"Abstract Art from the Rio de la Plata" at the Americas Society - New York - Brief Article

Art in America, May, 2002 by Edward Leffingwell

In spite of the hostile cultural environment of the 1930s, the Rio de la Plata region of Uruguay and Argentina developed an avant-garde committed to abstraction and modern social ideas. Rigorously conceived, "Abstract Art from the Rio de la Plata: Buenos Aires and Montevideo, 1933-1953" tracked the emergence of Latin American abstraction through the work of artists active in that region.

Having perceived a universality of experience in the architectural foundations of Constructivist art, Joaquin Torres-Garcia returned from Europe to Monte-video in 1934 envisioning a school inspired by the international avant-garde. Sharing his commitment to the avant-garde were the European-born painter and sculptor Juan Del Prete and Esteban Lisa, an educator and artist who refused to exhibit during his lifetime. The small, planar abstractions of Lisa's "Composicions" from 1935 to the mid-1940s seem to tilt and float; robustly architectural by contrast, Torres-Garcia's abstractions of the 1930s influenced the work of a generation to come.

A group of artists with roots in the European avant-garde experience, aware of Constructivist, Cubist, Futurist and Dada concerns, found common cause in the utopian magazine Arturo, published in 1944. Leftist by disposition, directed against representational art and the romanticism of its expression, Arturo provided a kind of platform or rallying point for a manifesto of austere formal invention. Arturo supported the idea of the shaped canvas and served as a seedbed for the Arte Concreto-Invencion and Madi movements of 1945 and '46. Among the works by Arturo artists included in the show were Carmelo Arden Quin's cool, elegant sculpture of interpenetrating planes of wood, glass and Bakelite, Escultura blanca transformable (1946), conceived as an abstract painting and translated into pure icon. Interpenetrating abstract forms enliven the surface of Lidy Prati's Pintura Concret A4 (1948) and Alfred Hilto's Ritmos cromaticos II (1947). Thin black and yellow lines seem to slice into the deep green surface of Tomas Maldonado's untitled work of 1946, sending monochrome planes of color wheeling into deepest space.

The artists associated with Perceptismo, including Prati, called for the revaluation of the wall as field. One of the movement's founders, Raul Lozza, was represented by Invencion No. 150 (1948), which involves shapes deployed on the intermediary support of a panel as temporary surrogate for the wall itself, with a deep blue enameled surface offering the luminosity of a monochrome encaustic.

In the lively and complex publication for the exhibition, the curators pronounced the Rio de la Plata the epicenter of Latin American abstract art, with only a footnote to acknowledge the appearance of geometric abstraction in Brazil as early as the 1920s. In any case, the intellectual rigor of this investigation into the history of the avant-garde in the region and the quality of work included cries out for a series of exhibitions, beginning with the work of Torres-Garcia, to familiarize a larger audience with the achievements of these courageously independent artists. The Americas Society's project begins to fulfill the need for such carefully focused shows suggested by the evidence of the Museum of Modern Art's encyclopedic 1993 "Latin American Artists of the Twentieth Century."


§ **WHAT TO DO**
Extract all data as written.

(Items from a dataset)
- - - -
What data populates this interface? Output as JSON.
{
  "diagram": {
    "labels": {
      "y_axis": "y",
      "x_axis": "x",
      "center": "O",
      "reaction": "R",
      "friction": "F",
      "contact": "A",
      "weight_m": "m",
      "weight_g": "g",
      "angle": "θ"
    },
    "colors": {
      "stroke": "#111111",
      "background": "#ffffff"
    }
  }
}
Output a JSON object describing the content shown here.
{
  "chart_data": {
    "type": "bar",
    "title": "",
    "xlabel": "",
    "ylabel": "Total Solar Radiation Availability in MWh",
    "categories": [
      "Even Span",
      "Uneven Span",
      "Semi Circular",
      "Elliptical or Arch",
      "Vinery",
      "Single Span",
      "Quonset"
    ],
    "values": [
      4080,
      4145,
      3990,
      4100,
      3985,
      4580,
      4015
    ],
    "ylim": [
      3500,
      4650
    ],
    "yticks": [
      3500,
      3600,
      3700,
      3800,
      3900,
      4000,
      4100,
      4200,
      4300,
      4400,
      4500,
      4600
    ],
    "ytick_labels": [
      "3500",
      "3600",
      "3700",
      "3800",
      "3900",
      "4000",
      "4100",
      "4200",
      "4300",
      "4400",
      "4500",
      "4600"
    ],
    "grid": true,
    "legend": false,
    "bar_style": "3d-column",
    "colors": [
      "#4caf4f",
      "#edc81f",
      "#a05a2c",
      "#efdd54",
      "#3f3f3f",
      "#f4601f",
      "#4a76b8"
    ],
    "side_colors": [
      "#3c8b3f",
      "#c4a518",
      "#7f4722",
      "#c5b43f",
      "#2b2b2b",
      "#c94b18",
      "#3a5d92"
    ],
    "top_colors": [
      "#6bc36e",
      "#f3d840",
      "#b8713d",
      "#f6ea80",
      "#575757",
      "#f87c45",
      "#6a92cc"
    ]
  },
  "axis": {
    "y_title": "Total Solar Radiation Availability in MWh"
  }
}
- - - -
§ **RESULT FOR THIS EXERCISE**
What data populates this interface? Output as JSON.
{
  "diagram": {
    "labels": {
      "y_axis": "y",
      "x_axis": "x",
      "center": "O",
      "reaction": "R",
      "friction": "F",
      "contact": "A",
      "weight_m": "m",
      "weight_g": "g",
      "angle": "θ"
    },
    "colors": {
      "stroke": "#111111",
      "background": "#ffffff"
    }
  }
}
Output a JSON object describing the content shown here.
{
  "chart_data": {
    "type": "bar",
    "title": "",
    "xlabel": "",
    "ylabel": "Total Solar Radiation Availability in MWh",
    "categories": [
      "Even Span",
      "Uneven Span",
      "Semi Circular",
      "Elliptical or Arch",
      "Vinery",
      "Single Span",
      "Quonset"
    ],
    "values": [
      4080,
      4145,
      3990,
      4100,
      3985,
      4580,
      4015
    ],
    "ylim": [
      3500,
      4650
    ],
    "yticks": [
      3500,
      3600,
      3700,
      3800,
      3900,
      4000,
      4100,
      4200,
      4300,
      4400,
      4500,
      4600
    ],
    "ytick_labels": [
      "3500",
      "3600",
      "3700",
      "3800",
      "3900",
      "4000",
      "4100",
      "4200",
      "4300",
      "4400",
      "4500",
      "4600"
    ],
    "grid": true,
    "legend": false,
    "bar_style": "3d-column",
    "colors": [
      "#4caf4f",
      "#edc81f",
      "#a05a2c",
      "#efdd54",
      "#3f3f3f",
      "#f4601f",
      "#4a76b8"
    ],
    "side_colors": [
      "#3c8b3f",
      "#c4a518",
      "#7f4722",
      "#c5b43f",
      "#2b2b2b",
      "#c94b18",
      "#3a5d92"
    ],
    "top_colors": [
      "#6bc36e",
      "#f3d840",
      "#b8713d",
      "#f6ea80",
      "#575757",
      "#f87c45",
      "#6a92cc"
    ]
  },
  "axis": {
    "y_title": "Total Solar Radiation Availability in MWh"
  }
}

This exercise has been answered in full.